The postdoc search is faster-moving and less structured than PhD admissions — and most people underestimate how early they need to start. Here is how to run the process well.

When to start

Start your active search 12–18 months before your intended start date. This sounds early, but strong positions at well-funded labs get filled quickly — often through informal networks before any advertisement goes up. If you're finishing a PhD, begin identifying targets in your second-to-last year.
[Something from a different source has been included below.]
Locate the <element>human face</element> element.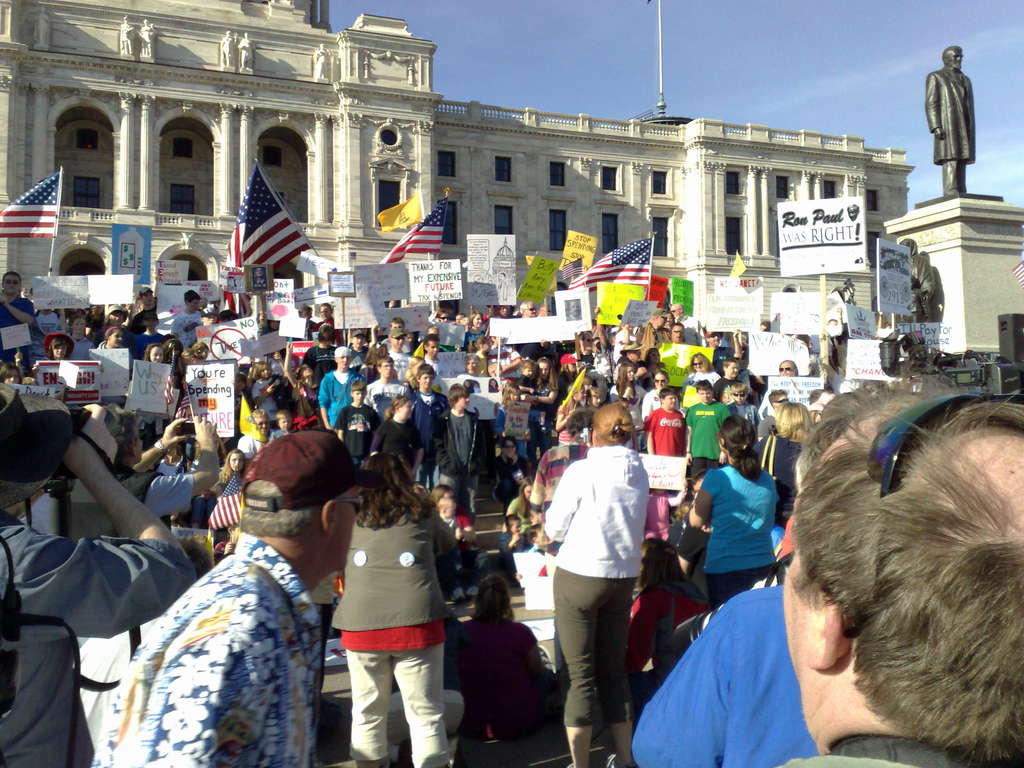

What makes a good postdoc position

The most important factor is the quality and independence of the research environment — not prestige or geography. Before committing, evaluate:

  • Supervisor's publication output and funding status. A supervisor with active grants, recent high-impact publications, and a track record of supporting trainees' career development is more valuable than a famous name who is no longer active in the lab.
  • Independence vs. execution. Some postdocs are hired to execute on the supervisor's existing project; others have latitude to develop their own direction. Be honest with yourself about which you need for your career goals.
  • Track record of postdoc outcomes. Ask where former postdocs from this lab have gone. A lab with a strong record of placing postdocs in faculty positions or industry roles is a meaningful signal.
  • Stipend and duration. Canadian and US postdoc stipends vary enormously. NIH-scale (USD ~$61k) is a common benchmark in life sciences. Confirm the duration upfront — two years minimum is standard; less than that is a red flag unless you have a fellowship.
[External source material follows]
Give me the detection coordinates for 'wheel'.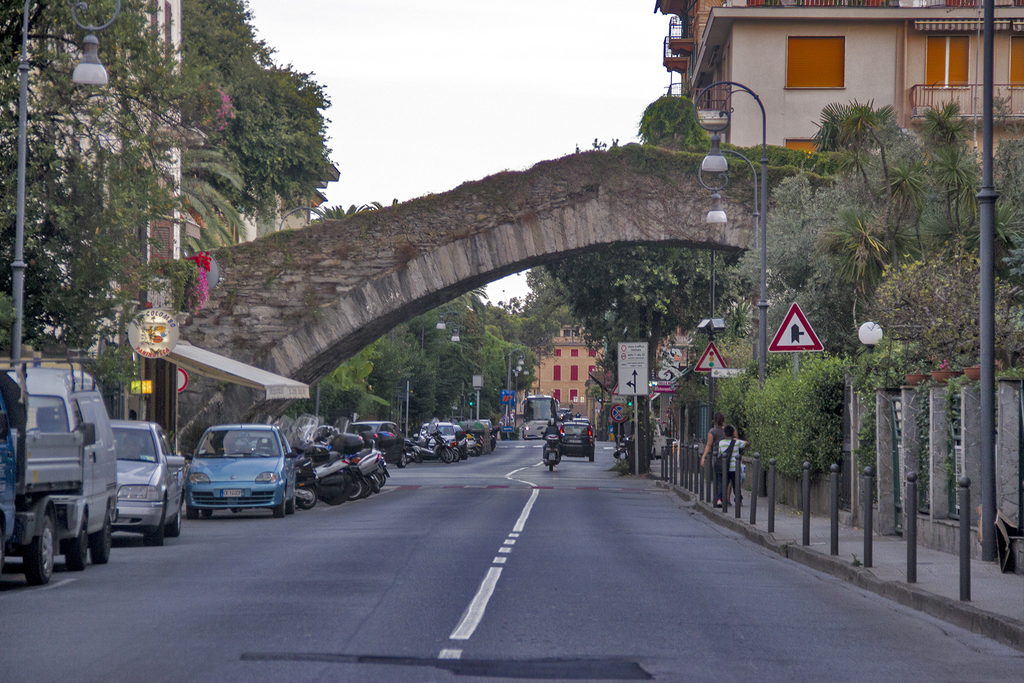
l=185, t=504, r=200, b=519.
Where positions are posted

Unlike PhD positions, many postdocs are never formally advertised. The primary discovery channels:

  • Cold outreach to PIs whose work interests you
  • Your advisor's network (ask directly for introductions)
  • Conference networking — postdoc offers are frequently extended after a strong conference presentation or conversation
  • Job boards: Nature Jobs, Science Careers, AcademicPositions, and field-specific boards

The application package

A postdoc application typically needs: a cover letter (one page, research-focused), a CV (full publication list, awards, teaching), a research statement (two to three pages for independent postdocs), and two to three letters. Unlike PhD admissions, the research statement for a postdoc should describe completed work alongside proposed directions — you're presenting yourself as a peer, not a trainee.

The interview

Postdoc interviews are usually informal — often a single call or lab visit. Expect to present your dissertation research and field questions about future directions. Come with specific questions about the lab's current projects, the supervisor's expectations for independence, and what resources you'll have access to. The interview runs both ways: you're evaluating them as much as they're evaluating you.

Fellowship applications

If you have not already applied for postdoctoral fellowships (NSERC, CIHR, or international equivalents), do so before finishing your PhD. Fellowship funding makes you dramatically more competitive — PIs can take you at no cost to their grant, which removes the primary constraint on making an offer. Many fellowships can be taken to any host institution, which also gives you more leverage in choosing where to go.